Contemporary Medieval Poetry I: Remaking Genre
Sponsoring Organization(s)
Centre for Late Antique and Medieval Studies, King's College London
Organizer Name
Josh Davies; Clare A. Lees
Organizer Affiliation
King's College London; King's College London
Presider Name
Clare A. Lees
Paper Title 1
The Poetics of Rot: Medieval Appropriation, Sanctity, and the Grotesque in John Fuller's Flying to Nowhere
Presenter 1 Name
Benjamin Utter
Presenter 1 Affiliation
Ouachita Baptist Univ.
Paper Title 2
Contemporary Medieval Poetry as Life Writing: Jay Bernard's The Red and Yellow Nothing
Presenter 2 Name
Josh Davies
Paper Title 3
Old English, Rap, and African-American Vernacular English
Presenter 3 Name
Donna Beth Ellard
Presenter 3 Affiliation
Univ. of Denver
Start Date
11-5-2018 1:30 PM
Session Location
Schneider 1355
Description
The two sessions on Contemporary Medieval Poetry will examine late-twentieth- and early twenty-first-century poetic reworkings of medieval texts. Over the past few years critical attention has focussed on the influence medieval texts have exerted on modern writers. This work has broken important new ground in medieval studies but has tended to focus on the nineteenth and early twentieth centuries and/or concentrate on the work of a small group of canonical, Anglophone, male authors such as Alfred, Lord Tennyson, Ezra Pound, WH Auden, Seamus Heaney and Geoffrey Hill. Writers with later or different publication histories have as yet largely escaped sustained attention. The papers presented in these sessions will acknowledge the breadth and diversity of modern and postmodern poetic responses to and re-workings of medieval literature, and interrogate what this poetry can tell us about the cultural meanings of the Middle Ages in our contemporary moment.
Josh Davies
Contemporary Medieval Poetry I: Remaking Genre
Schneider 1355
The two sessions on Contemporary Medieval Poetry will examine late-twentieth- and early twenty-first-century poetic reworkings of medieval texts. Over the past few years critical attention has focussed on the influence medieval texts have exerted on modern writers. This work has broken important new ground in medieval studies but has tended to focus on the nineteenth and early twentieth centuries and/or concentrate on the work of a small group of canonical, Anglophone, male authors such as Alfred, Lord Tennyson, Ezra Pound, WH Auden, Seamus Heaney and Geoffrey Hill. Writers with later or different publication histories have as yet largely escaped sustained attention. The papers presented in these sessions will acknowledge the breadth and diversity of modern and postmodern poetic responses to and re-workings of medieval literature, and interrogate what this poetry can tell us about the cultural meanings of the Middle Ages in our contemporary moment.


— What the task asks —
Count the lines in the records below that contain the word "each", and give only that number.

START Data excerpts

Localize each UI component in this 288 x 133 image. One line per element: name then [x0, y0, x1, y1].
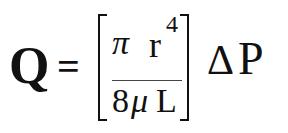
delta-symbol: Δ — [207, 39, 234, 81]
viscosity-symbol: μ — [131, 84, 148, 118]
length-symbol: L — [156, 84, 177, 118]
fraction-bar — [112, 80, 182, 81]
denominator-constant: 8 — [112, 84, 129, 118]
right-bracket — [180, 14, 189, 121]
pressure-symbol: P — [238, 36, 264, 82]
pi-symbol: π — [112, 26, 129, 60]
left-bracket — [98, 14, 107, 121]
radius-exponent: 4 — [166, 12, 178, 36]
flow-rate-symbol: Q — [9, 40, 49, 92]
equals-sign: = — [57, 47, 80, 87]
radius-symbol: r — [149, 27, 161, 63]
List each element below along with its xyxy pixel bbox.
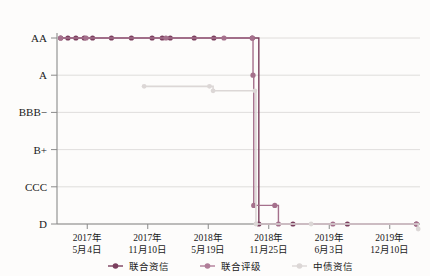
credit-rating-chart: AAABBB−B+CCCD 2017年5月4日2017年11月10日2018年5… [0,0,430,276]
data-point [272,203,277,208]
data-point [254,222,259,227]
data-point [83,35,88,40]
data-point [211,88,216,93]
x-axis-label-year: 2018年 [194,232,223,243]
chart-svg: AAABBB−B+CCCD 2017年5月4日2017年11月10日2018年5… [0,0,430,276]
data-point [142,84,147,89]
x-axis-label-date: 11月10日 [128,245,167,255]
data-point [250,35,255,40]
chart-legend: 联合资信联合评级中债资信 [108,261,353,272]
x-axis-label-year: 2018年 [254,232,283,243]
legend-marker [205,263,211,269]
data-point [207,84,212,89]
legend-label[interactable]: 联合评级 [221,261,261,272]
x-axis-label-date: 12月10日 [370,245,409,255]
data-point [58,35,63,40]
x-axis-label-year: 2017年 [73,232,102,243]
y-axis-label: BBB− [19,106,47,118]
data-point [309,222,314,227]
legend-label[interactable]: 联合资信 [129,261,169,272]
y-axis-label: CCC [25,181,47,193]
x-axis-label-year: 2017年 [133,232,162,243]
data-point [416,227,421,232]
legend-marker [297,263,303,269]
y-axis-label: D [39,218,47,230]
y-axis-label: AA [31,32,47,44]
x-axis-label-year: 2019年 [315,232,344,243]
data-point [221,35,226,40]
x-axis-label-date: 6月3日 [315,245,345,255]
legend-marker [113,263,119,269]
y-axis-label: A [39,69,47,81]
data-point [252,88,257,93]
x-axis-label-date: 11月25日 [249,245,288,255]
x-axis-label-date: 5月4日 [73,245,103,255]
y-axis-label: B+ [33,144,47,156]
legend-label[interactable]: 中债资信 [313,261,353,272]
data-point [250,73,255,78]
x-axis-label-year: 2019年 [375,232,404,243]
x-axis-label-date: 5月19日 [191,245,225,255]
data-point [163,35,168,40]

END Data excerpts
START Data excerpts

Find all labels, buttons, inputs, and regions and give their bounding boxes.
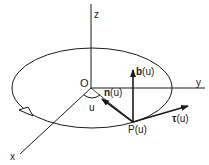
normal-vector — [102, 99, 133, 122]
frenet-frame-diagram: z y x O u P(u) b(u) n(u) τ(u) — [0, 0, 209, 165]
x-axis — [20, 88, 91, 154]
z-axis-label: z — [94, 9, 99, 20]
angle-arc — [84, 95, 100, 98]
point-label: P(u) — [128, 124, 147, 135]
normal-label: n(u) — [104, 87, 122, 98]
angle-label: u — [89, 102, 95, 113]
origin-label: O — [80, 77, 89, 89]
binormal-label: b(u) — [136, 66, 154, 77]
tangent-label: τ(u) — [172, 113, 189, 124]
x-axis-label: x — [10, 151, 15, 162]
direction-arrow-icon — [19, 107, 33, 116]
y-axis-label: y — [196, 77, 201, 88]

END Data excerpts

— Result for this task —
2